I would like to thank colleagues and reviewers who have helpfully commented on drafts of this article. In particular, in alphabetical order: Kyle Barrowman, Esther Berg, Daniele Bolelli and Samuel Chambers, as well as the anonymous JOMEC Journal reviewers. I have not been able to act on every critical comment and suggestion made by these reviewers, but their input has been valuable to me. Thanks also to the other contributors to this special issue of JOMEC Journal, whose work I had the pleasure of editing during the writing of this article, all of which enriched my thinking and analysis.

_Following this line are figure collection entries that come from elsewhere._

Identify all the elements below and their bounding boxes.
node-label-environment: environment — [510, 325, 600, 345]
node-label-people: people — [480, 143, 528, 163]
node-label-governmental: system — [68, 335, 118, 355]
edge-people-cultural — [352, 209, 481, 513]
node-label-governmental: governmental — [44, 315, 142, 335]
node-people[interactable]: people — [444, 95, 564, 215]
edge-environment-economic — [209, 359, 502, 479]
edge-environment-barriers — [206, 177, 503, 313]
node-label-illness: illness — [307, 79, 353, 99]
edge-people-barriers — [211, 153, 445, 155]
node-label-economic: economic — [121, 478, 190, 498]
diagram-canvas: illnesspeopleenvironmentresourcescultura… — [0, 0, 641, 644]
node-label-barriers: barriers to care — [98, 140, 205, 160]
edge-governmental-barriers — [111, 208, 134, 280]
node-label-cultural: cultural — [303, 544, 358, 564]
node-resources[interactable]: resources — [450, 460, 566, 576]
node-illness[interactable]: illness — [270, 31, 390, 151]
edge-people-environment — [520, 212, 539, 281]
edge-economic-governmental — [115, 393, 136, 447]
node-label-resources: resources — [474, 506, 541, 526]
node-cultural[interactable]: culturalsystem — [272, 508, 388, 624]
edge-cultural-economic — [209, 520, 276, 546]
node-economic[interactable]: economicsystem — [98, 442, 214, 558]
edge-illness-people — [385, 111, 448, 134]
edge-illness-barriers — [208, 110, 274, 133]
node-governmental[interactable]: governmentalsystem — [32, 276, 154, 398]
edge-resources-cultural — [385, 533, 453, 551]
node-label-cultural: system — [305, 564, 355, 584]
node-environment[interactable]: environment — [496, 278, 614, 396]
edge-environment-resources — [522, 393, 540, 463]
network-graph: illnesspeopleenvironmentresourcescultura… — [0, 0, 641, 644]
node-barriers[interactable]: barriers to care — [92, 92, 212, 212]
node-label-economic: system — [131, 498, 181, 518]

                                                                                                                                                                               différance of yin and yang is used as the basis of both the theoretical and the methodological framework. As for the potential criticism that all of this reflects an overly theoretical post-structuralist penchant for linguistic play at the expense of ‘proper study’ or indeed ‘reality’, I refer the reader to Loïc Wacquant’s recent rejoinder to Searle: ‘I take the difference between pugilists and philosophers to be one of degree and not one of kind. The existential situation of the generic, run-of-the-mill agent is not ontologically different from that of the fighter and of the fighting scholar: like them, she is a sentient being of flesh and blood, bound to a particular point in physical space and tied to a given moment in time by virtue of her incarnation in a fragile organism. This porous, mortal organism exposes her to the world and thus to the risk of pain (emotional as well as physical) and injury (symbolic as well as material); but it also propels her onto the stage of social life, where she evolves in practice the visceral know-how and prediscursive skills that form the bedrock of social competency. Though carnal sociology is particular apt for studying social extremes, its principles and techniques apply across all social institutions, for carnality is not a specific domain of practices but a fundamental constituent of the human condition and thus a necessary ingredient of all action. For this reason, and until this methodological strategy is practically invalidated, I would urge social analysts to start from the assumption that, pace Searle, we are all martial artists of one sort or another’ (Wacquant 2013: 198).

Fig. 7: Justo Dieguez [left] and Andy Norman [right], on the set of Batman Begins (2005). Christian Bale is rear and centre.